Friday from the Archives: “Wedding Belles” fiction by Melissa Hardy from NCLR Issue 12 (2003)

Clad in a flame azalea organdy leftover bridesmaid dress from her older sister’s wedding, Julia Snow (of the Chapel Hill Snows) is attending her college roommate Muffin’s wedding in Charlotte. Julia thought she, like Muffin, like her sisters, like many other women of her time, would have gotten an MRS degree along with her Music BA. As it turns out, she didn’t and is now pondering what, and who, her future holds.

Melissa Hardy’s short story is filled with characters, places, and situations instantly recognizable to anyone who grew up in North Carolina during the last century. From the mother shelling peas on the front porch to the gaggle of women at the wedding wondering how long the marriage will last, there are some vignettes that easily translate across time and space.
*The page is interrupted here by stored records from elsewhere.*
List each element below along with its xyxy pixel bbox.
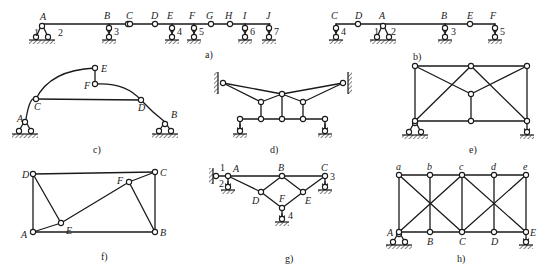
link-number-label: 4 [341, 26, 346, 37]
ground-hatch-icon [519, 245, 533, 249]
node-label: E [304, 195, 311, 206]
hinge-node-icon [191, 25, 196, 30]
hinge-node-icon [220, 80, 225, 85]
bar-member [61, 182, 129, 223]
link-number-label: 3 [330, 171, 335, 182]
link-number-label: 2 [58, 27, 63, 38]
node-label: A [20, 229, 28, 240]
hinge-node-icon [106, 25, 111, 30]
hinge-node-icon [156, 128, 161, 133]
bar-member [33, 174, 61, 223]
hinge-node-icon [22, 119, 27, 124]
hinge-node-icon [225, 184, 230, 189]
node-label: I [242, 10, 247, 21]
hinge-node-icon [322, 184, 327, 189]
panel-caption: c) [93, 144, 101, 156]
node-label: a [396, 161, 401, 172]
hinge-node-icon [152, 169, 157, 174]
link-number-label: 3 [114, 26, 119, 37]
structural-diagrams-figure: ABCDEFGHIJ1234567a) CDABEF41235b) EFCDAB… [0, 0, 547, 269]
panel-c-three-hinged-arch: EFCDABc) [12, 63, 178, 156]
hinge-node-icon [92, 81, 97, 86]
link-number-label: 1 [34, 27, 39, 38]
hinge-node-icon [279, 205, 284, 210]
bar-member [471, 66, 527, 94]
node-label: F [83, 80, 91, 91]
node-label: F [188, 10, 196, 21]
hinge-node-icon [523, 172, 528, 177]
node-label: c [459, 161, 464, 172]
hinge-node-icon [30, 171, 35, 176]
ground-hatch-icon [221, 190, 235, 194]
hinge-node-icon [92, 65, 97, 70]
bar-member [223, 83, 282, 94]
ground-hatch-icon [233, 134, 247, 138]
node-label: B [441, 10, 447, 21]
ground-hatch-icon [152, 134, 178, 138]
bar-member [223, 83, 261, 102]
hinge-node-icon [333, 25, 338, 30]
hinge-node-icon [340, 80, 345, 85]
node-label: e [523, 161, 528, 172]
hinge-node-icon [468, 118, 473, 123]
link-number-label: 1 [374, 26, 379, 37]
hinge-node-icon [58, 220, 63, 225]
link-number-label: 4 [288, 210, 293, 221]
hinge-node-icon [459, 172, 464, 177]
hinge-node-icon [412, 118, 417, 123]
hinge-node-icon [213, 173, 218, 178]
bar-member [36, 99, 141, 100]
hinge-node-icon [322, 173, 327, 178]
node-label: F [489, 10, 497, 21]
node-label: E [100, 63, 107, 74]
hinge-node-icon [333, 34, 338, 39]
node-label: A [16, 113, 24, 124]
panel-caption: f) [101, 251, 108, 263]
hinge-node-icon [152, 229, 157, 234]
hinge-node-icon [258, 116, 263, 121]
node-label: B [427, 236, 433, 247]
node-label: D [490, 236, 499, 247]
node-label: F [116, 175, 124, 186]
panel-d-cable-frame: d) [214, 72, 352, 156]
node-label: A [39, 11, 47, 22]
node-label: D [150, 10, 159, 21]
hinge-node-icon [380, 23, 385, 28]
node-label: D [137, 102, 146, 113]
panel-a-multispan-beam: ABCDEFGHIJ1234567a) [29, 10, 279, 61]
panel-b-multispan-beam: CDABEF41235b) [329, 10, 505, 63]
hinge-node-icon [523, 229, 528, 234]
bar-member [129, 172, 155, 182]
link-number-label: 5 [500, 26, 505, 37]
hinge-node-icon [442, 25, 447, 30]
arch-member [95, 84, 165, 122]
hinge-node-icon [427, 172, 432, 177]
hinge-node-icon [279, 216, 284, 221]
link-number-label: 1 [220, 162, 225, 173]
hinge-node-icon [279, 91, 284, 96]
hinge-node-icon [266, 34, 271, 39]
hinge-node-icon [396, 172, 401, 177]
node-label: C [34, 101, 41, 112]
hinge-node-icon [227, 21, 232, 26]
bar-member [282, 192, 303, 208]
hinge-node-icon [30, 229, 35, 234]
node-label: J [266, 10, 271, 21]
hinge-node-icon [169, 34, 174, 39]
hinge-node-icon [491, 229, 496, 234]
node-label: b [427, 161, 432, 172]
ground-hatch-icon [275, 222, 289, 226]
node-label: C [459, 236, 466, 247]
panel-caption: g) [285, 253, 293, 265]
panel-f-linkage-frame: DCFEABf) [20, 167, 167, 263]
bar-member [33, 223, 61, 232]
hinge-node-icon [225, 173, 230, 178]
bar-member [261, 176, 282, 192]
node-label: C [331, 10, 338, 21]
hinge-node-icon [127, 21, 132, 26]
node-label: B [104, 10, 110, 21]
hinge-node-icon [266, 25, 271, 30]
hinge-node-icon [168, 128, 173, 133]
bar-member [282, 83, 343, 94]
hinge-node-icon [106, 34, 111, 39]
A little more uncomfortable now are the depictions of the mountain-dwelling family and the two African American individuals. Reading a story written twenty years ago (although no time is specifically stated in the story itself) reminds us both how far we have come and how far we still have to go to respect our fellow Carolinians.

Hardy grew up in Chapel Hill, but spent a lot of her time in Cherokee, where her parents, William and Martha Nell Hardy, were producers/directors/sometimes actors for the symphonic drama “Unto These Hills,” about the forced removal of the Cherokee from the Appalachians. This time inspired her first published collection of short stories, Constant Fire (1995), which is set in the Qualla Boundary.

Read more about the Qualla Boundary, the Eastern Band of Cherokee Indians, and more “Native American Literature of North Carolina” in our 2023 issue, coming this summer.

Read the whole story when you order the 2003 issue for your collection.